Franck reviews New Classic American Houses: The Architecture of Albert, Righter & Tittmann. Period Homes, January 2010.

New Classic American Houses: The Architecture of Albert, Righter & Tittmann by Dan Cooper, with foreword by Robert A. M. Stern

The Vendome Press, New York, NY; 2009
224 pages; hardcover; 200 color and b&w illustrations; $50ISBN 978-0-86565-253-8

Reviewed by Christine G. H. Franck for Clem Labine’s Period Homes Magazine. JANUARY 2010

A History of Invention

In “The Burden of the Past and the English Poet” W. Jackson Bate questions whether the best way to address the history of modern English poetry, and the arts in general, might be to examine the anxiety felt by the artist in the face of past achievements as the artist asks himself: “What is there left to do?” From the diverse work beautifully presented in New Classic American Houses it is abundantly clear that Boston, MA-based Albert, Righter & Tittmann Architects (AR&T) suffers not from any burden of the past. Rather, AR&T respects and revels in tradition, converses knowingly with it, quotes from it, questions it, adds to it and in turn creates work equaling the tradition the firm’s principals clearly admire.

With their combination of knowledge, skill, intuition and strength of imagination, architects Jacob Albert, James Righter and John Tittmann have collectively created a body of work that is truly a delight to study in the drawings, text and plentiful photography of New Classic American Houses. All three architects are graduates of Yale University’s School of Architecture and their work seems to grow out of early experiences there. As Robert A. M. Stern, founder and senior partner of Robert A. M. Stern Architects and dean of the Yale School of Architecture, points out in the book’s foreword, senior partner Jim Righter’s time at Yale was in the late ’60s and early ’70s when Postmodernists were flirting with history. In subsequent years when Albert and then Tittmann studied there the context of history was approached by some with greater scholarship. And indeed AR&T’s work is enlivened by kernels of Postmodern irreverence and guided by a passionate interest in history and place.

Opening the cover of this book is to discover architects highly sensitive to the character of a place. Whether being inspired by Shingle Style traditions for Rocksyde, Gothic Revival traditions for Six Gables, or Japanese, Grecian or Modern traditions in other designs, the firm manages to skillfully create houses that feel distinctly suited to their particular place. AR&T’s attention to materials and ability to subtly adjust house and site to fit one another reinforce the sense of place present in each house.

Throughout the work showcased, one also finds attention to both constructive and decorative details. Virtuosic shingle details, rafter ends cut in every imaginable way and the pattern of wood graining used to decorative effect, for instance, provide one moment of surprise after another. Examining these details – some from the past, some transformed and some invented – one is tempted to borrow a few here and there.

A well respected writer on architecture, interior design and antiques, author Dan Cooper brings the body of AR&T’s work into careful focus. For clients or general readers who may be less familiar with architectural terms or ideas about Classical and traditional architecture, Cooper gently offers explanations along the way. He does this while not compromising the level of discourse for the professional or more informed reader as he explains the compositions and details of AR&T’s work. Perhaps one of the most captivating parts of the book is Cooper’s grouping of quotes from Albert, Righter and Tittmann addressing the subjects of history, clients, design and the art of architecture. It offers a rare glimpse into the minds and process of thoughtful, talented architects.

From cover to cover, AR&T’s new monograph is a delight. Also unburdened by past typical monographs, The Vendome Press has given us a new and highly useful monograph format. Instead of presenting one project after another, the book is organized as one experiences a house. Beginning with a look at houses from the exterior grouped roughly by stylistic similarities, the book then moves thematically through the elements that so richly animate AR&T’s work, from courtyards, towers and exterior details to main rooms like libraries, living and dining rooms, to staircases, kitchens and baths, and even to barns, guesthouses and pools. No doubt clients and architects alike will enjoy browsing through such inventive solutions and erudite turns of phrase.

While many architects, designers and critics today are encumbered by self-consciousness about creative work’s relationship to the past and the present, which leads to so many tired phrases, Albert, Righter and Tittmann confidently set their work before the finest of their craft without obsessing over whether their work is defined as this or that. They do what they do and they do it well. This is architecture. It is a refreshing attitude pointing to a bright future, where a dichotomy between the past and the present is no longer assumed or necessary.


Count the lines in the following data that include "viscosity". Please write only the number.
+++++
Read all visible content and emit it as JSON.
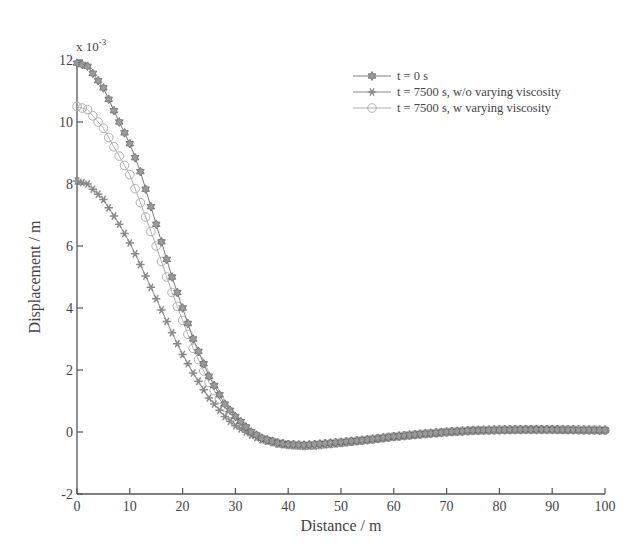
{
  "chart_data": {
    "type": "line",
    "title": "",
    "xlabel": "Distance / m",
    "ylabel": "Displacement / m",
    "y_multiplier_label": "x 10",
    "y_multiplier_exponent": "-3",
    "xlim": [
      0,
      100
    ],
    "ylim": [
      -2,
      12
    ],
    "x_ticks": [
      0,
      10,
      20,
      30,
      40,
      50,
      60,
      70,
      80,
      90,
      100
    ],
    "y_ticks": [
      -2,
      0,
      2,
      4,
      6,
      8,
      10,
      12
    ],
    "grid": false,
    "legend_position": "upper right",
    "series": [
      {
        "name": "t = 0 s",
        "marker": "hexagram",
        "color": "#7a7a7a",
        "key_x": [
          0,
          2,
          5,
          8,
          10,
          12,
          15,
          18,
          20,
          22,
          25,
          28,
          30,
          33,
          35,
          38,
          40,
          43,
          45,
          50,
          55,
          60,
          65,
          70,
          75,
          80,
          85,
          90,
          95,
          100
        ],
        "key_y": [
          11.9,
          11.8,
          11.1,
          10.0,
          9.3,
          8.4,
          6.7,
          5.0,
          4.0,
          3.0,
          1.8,
          0.9,
          0.5,
          0.0,
          -0.2,
          -0.35,
          -0.4,
          -0.42,
          -0.4,
          -0.33,
          -0.25,
          -0.15,
          -0.07,
          0.0,
          0.05,
          0.07,
          0.08,
          0.08,
          0.07,
          0.06
        ]
      },
      {
        "name": "t = 7500 s, w/o varying viscosity",
        "marker": "star",
        "color": "#8a8a8a",
        "key_x": [
          0,
          2,
          5,
          8,
          10,
          12,
          15,
          18,
          20,
          22,
          25,
          28,
          30,
          33,
          35,
          38,
          40,
          43,
          45,
          50,
          55,
          60,
          65,
          70,
          75,
          80,
          85,
          90,
          95,
          100
        ],
        "key_y": [
          8.1,
          8.0,
          7.5,
          6.7,
          6.1,
          5.4,
          4.3,
          3.2,
          2.5,
          1.9,
          1.1,
          0.5,
          0.2,
          -0.1,
          -0.25,
          -0.38,
          -0.42,
          -0.46,
          -0.45,
          -0.36,
          -0.26,
          -0.16,
          -0.08,
          -0.01,
          0.04,
          0.06,
          0.07,
          0.07,
          0.06,
          0.05
        ]
      },
      {
        "name": "t = 7500 s, w varying viscosity",
        "marker": "circle",
        "color": "#b0b0b0",
        "key_x": [
          0,
          2,
          5,
          8,
          10,
          12,
          15,
          18,
          20,
          22,
          25,
          28,
          30,
          33,
          35,
          38,
          40,
          43,
          45,
          50,
          55,
          60,
          65,
          70,
          75,
          80,
          85,
          90,
          95,
          100
        ],
        "key_y": [
          10.5,
          10.4,
          9.8,
          8.9,
          8.3,
          7.4,
          6.0,
          4.5,
          3.6,
          2.7,
          1.6,
          0.8,
          0.4,
          -0.05,
          -0.22,
          -0.36,
          -0.41,
          -0.44,
          -0.42,
          -0.34,
          -0.25,
          -0.15,
          -0.07,
          0.0,
          0.05,
          0.07,
          0.08,
          0.08,
          0.07,
          0.06
        ]
      }
    ]
  }
}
+++++
Exercise solution: 2